Growing up as the son of a Hungarian Holocaust survivor in the Brooklyn neighborhood of Borough Park, Yossi Klein Halevi was deeply shaped by a sense of Jewish identity, his father’s wartime experiences, and his father’s anger at what he perceived as American Jews’ passivity regarding the fate of European brethren. Halevi himself migrated from the right-wing Zionist Beitar youth movement, to the movement to aid Soviet Jewry that emerged in the 1960s, to Rabbi Meir Kahane’s militant, sometimes violent, and often racist Jewish Defense League (JDL). Sometime after breaking with JDL in the 1970s, Halevi wrote of his experiences in Memoirs of a Jewish Extremist, a work whose themes he revisits in conversation with Jonathan Silver. (Audio, 73 minutes. Options for download and streaming are available at the link below.)

Read more at Tikvah

More about: American Jewish History, History & Ideas, Holocaust survivors, Jewish Defense League, Soviet Jewry

The Summary: 10/7/20

Two extraordinary events demonstrate something important about Israel’s most fervent adversaries. One was a speech given at something called The People’s Forum (funded generously by Goldman Sachs), which stated, “When the state of Israel is finally destroyed and erased from history, that will be the single most important blow we can give to destroying capitalism and imperialism.”

The suggestion that this tiny state is the linchpin of a global, centuries-old phenomenon like capitalism goes well beyond anything resembling rational criticism.
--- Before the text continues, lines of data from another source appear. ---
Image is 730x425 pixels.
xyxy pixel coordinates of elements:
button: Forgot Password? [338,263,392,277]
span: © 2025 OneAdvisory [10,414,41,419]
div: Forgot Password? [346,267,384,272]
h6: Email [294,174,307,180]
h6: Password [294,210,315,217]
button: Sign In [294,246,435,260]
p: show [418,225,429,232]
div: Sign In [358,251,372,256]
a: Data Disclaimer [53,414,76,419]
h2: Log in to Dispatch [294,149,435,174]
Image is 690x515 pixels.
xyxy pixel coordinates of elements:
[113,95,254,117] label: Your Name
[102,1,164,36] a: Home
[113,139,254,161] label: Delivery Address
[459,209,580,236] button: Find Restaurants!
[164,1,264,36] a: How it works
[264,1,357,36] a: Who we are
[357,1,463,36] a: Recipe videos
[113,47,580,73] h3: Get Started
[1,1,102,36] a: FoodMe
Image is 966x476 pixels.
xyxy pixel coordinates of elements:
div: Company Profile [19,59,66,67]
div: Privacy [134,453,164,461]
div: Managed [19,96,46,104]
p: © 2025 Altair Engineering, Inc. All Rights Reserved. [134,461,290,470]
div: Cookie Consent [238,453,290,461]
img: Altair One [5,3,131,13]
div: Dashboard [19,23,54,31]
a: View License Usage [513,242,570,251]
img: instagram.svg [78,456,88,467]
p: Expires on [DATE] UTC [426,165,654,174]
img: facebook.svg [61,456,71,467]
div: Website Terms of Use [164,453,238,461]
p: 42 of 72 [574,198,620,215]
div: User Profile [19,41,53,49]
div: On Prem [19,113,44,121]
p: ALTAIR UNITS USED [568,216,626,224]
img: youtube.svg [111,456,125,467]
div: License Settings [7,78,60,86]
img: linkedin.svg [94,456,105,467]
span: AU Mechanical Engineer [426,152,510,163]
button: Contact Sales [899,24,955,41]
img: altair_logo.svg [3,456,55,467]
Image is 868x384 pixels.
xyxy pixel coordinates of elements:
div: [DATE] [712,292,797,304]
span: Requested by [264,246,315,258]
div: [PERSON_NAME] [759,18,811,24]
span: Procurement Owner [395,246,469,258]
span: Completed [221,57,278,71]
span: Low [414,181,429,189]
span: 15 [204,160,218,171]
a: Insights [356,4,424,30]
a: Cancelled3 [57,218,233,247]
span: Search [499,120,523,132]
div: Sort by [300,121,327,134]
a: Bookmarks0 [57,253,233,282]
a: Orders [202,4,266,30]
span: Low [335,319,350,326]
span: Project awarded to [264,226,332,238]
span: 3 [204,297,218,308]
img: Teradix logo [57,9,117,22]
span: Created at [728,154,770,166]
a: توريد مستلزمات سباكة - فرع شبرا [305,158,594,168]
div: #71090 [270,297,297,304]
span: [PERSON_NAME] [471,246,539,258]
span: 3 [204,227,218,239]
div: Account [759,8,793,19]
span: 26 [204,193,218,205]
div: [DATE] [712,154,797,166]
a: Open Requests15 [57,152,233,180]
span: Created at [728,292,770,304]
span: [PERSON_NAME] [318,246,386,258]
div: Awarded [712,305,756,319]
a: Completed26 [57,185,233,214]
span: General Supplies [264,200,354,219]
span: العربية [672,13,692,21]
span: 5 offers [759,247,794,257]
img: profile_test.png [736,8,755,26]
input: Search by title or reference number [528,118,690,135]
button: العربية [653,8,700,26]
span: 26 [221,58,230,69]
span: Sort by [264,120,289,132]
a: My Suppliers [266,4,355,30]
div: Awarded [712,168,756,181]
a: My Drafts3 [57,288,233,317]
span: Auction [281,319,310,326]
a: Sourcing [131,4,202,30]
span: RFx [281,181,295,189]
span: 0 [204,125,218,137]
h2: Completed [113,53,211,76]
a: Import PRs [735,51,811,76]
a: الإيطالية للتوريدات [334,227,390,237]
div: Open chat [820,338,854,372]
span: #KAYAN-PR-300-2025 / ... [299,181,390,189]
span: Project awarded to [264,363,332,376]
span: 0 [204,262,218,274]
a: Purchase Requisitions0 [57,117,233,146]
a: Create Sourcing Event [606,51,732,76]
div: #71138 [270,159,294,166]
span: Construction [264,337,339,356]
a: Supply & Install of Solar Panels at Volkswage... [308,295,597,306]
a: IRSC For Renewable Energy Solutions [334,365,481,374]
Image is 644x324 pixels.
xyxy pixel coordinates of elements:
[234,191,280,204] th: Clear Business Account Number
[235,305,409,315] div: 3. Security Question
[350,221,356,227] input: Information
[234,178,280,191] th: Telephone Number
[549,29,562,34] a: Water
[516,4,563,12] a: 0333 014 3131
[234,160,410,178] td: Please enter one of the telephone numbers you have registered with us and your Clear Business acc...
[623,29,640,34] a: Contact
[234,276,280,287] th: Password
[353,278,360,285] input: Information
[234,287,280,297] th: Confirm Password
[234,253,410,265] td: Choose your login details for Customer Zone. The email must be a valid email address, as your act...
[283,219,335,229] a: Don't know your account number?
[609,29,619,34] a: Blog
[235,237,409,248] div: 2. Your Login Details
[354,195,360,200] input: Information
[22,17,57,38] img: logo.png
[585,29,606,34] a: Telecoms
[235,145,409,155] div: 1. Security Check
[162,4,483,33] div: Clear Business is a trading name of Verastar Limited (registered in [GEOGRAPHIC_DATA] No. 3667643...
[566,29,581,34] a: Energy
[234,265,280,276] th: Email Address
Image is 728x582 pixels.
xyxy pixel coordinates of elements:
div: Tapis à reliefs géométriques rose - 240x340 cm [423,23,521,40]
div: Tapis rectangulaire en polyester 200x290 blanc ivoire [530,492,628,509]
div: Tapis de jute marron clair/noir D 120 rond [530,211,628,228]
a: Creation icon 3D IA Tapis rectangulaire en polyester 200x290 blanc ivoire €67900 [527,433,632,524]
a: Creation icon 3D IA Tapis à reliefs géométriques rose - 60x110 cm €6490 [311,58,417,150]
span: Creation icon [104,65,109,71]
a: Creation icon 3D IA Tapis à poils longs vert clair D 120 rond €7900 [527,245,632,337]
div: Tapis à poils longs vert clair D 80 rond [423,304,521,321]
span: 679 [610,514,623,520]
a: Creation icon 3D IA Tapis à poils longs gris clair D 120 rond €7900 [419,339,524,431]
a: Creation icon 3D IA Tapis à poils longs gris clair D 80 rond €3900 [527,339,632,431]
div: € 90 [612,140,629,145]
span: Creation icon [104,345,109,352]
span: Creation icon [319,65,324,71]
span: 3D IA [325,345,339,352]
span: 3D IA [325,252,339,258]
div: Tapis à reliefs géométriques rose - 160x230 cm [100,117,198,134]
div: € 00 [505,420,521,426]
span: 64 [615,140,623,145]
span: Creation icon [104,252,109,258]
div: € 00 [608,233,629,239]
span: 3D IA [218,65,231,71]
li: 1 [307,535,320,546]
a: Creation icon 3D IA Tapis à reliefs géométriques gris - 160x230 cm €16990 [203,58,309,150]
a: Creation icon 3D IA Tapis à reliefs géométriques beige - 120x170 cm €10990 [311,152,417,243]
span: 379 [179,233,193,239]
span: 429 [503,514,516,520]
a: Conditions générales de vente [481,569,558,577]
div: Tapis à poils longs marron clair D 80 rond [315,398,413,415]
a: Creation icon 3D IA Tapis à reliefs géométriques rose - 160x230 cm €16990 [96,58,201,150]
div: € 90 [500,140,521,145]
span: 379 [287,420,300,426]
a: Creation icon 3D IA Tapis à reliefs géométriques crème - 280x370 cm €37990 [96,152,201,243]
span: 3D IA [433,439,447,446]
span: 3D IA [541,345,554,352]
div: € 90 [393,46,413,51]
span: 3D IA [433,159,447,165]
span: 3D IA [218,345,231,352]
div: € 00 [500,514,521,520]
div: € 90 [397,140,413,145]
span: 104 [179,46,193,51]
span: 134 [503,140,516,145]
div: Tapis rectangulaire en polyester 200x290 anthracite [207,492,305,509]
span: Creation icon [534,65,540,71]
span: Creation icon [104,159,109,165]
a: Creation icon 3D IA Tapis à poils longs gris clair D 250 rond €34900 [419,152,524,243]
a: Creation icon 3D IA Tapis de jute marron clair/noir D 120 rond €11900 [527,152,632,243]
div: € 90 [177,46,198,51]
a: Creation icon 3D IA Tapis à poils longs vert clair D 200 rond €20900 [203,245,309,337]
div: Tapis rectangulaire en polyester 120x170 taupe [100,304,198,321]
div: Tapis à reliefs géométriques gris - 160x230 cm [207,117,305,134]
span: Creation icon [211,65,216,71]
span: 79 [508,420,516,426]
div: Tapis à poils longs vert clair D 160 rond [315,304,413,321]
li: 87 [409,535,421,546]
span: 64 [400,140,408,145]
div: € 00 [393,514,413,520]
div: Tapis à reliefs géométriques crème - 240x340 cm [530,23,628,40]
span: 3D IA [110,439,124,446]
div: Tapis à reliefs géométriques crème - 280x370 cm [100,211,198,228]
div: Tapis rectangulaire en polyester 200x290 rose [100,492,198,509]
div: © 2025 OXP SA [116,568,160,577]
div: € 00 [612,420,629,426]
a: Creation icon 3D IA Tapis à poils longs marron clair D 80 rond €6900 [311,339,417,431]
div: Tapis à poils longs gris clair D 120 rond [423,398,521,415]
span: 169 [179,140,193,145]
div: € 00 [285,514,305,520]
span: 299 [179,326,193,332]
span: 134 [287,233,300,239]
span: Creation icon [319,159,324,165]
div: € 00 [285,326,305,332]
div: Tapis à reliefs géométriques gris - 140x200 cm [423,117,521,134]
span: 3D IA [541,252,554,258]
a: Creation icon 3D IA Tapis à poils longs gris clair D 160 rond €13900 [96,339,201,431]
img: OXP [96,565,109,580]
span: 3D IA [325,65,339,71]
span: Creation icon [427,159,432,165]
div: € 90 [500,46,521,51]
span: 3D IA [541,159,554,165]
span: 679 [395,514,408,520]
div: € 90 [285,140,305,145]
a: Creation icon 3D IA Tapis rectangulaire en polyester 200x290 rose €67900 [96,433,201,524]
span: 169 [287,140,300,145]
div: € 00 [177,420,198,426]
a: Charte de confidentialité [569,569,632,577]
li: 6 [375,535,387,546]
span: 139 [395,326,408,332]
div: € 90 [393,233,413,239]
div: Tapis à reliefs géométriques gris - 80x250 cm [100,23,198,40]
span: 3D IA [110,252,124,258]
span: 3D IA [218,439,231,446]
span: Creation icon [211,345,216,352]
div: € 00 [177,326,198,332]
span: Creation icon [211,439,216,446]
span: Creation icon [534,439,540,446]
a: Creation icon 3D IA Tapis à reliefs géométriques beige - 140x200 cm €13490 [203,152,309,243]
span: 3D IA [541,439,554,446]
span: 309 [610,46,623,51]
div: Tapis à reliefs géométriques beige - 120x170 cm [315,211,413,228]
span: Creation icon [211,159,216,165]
Even if Israel were guilty of genocide, apartheid, and oppression—which of course it is not—it would not follow that its destruction would help end capitalism or imperialism.

The other was an anti-Israel protest that took place in front of New York City’s Memorial Sloan Kettering Cancer Center, deemed “complicit” in Israel’s evils. At organizers’ urging, participants shouted their slogans at kids in the cancer ward, who were watching from the windows. Given Hamas’s indifference toward the lives of Gazan children, such callousness toward non-Palestinian children from Hamas’s Western allies shouldn’t be surprising. The protest—like the abovementioned speech—deliberately conveyed the message that Israel is the ultimate evil and its destruction the ultimate good, cancer patients be damned.

The fact that Israel’s adversaries are almost comically perverse does not mean that they can be dismissed. If its allies fail to understand the obsessive and irrational hatred that it faces, they cannot effectively help it defend itself.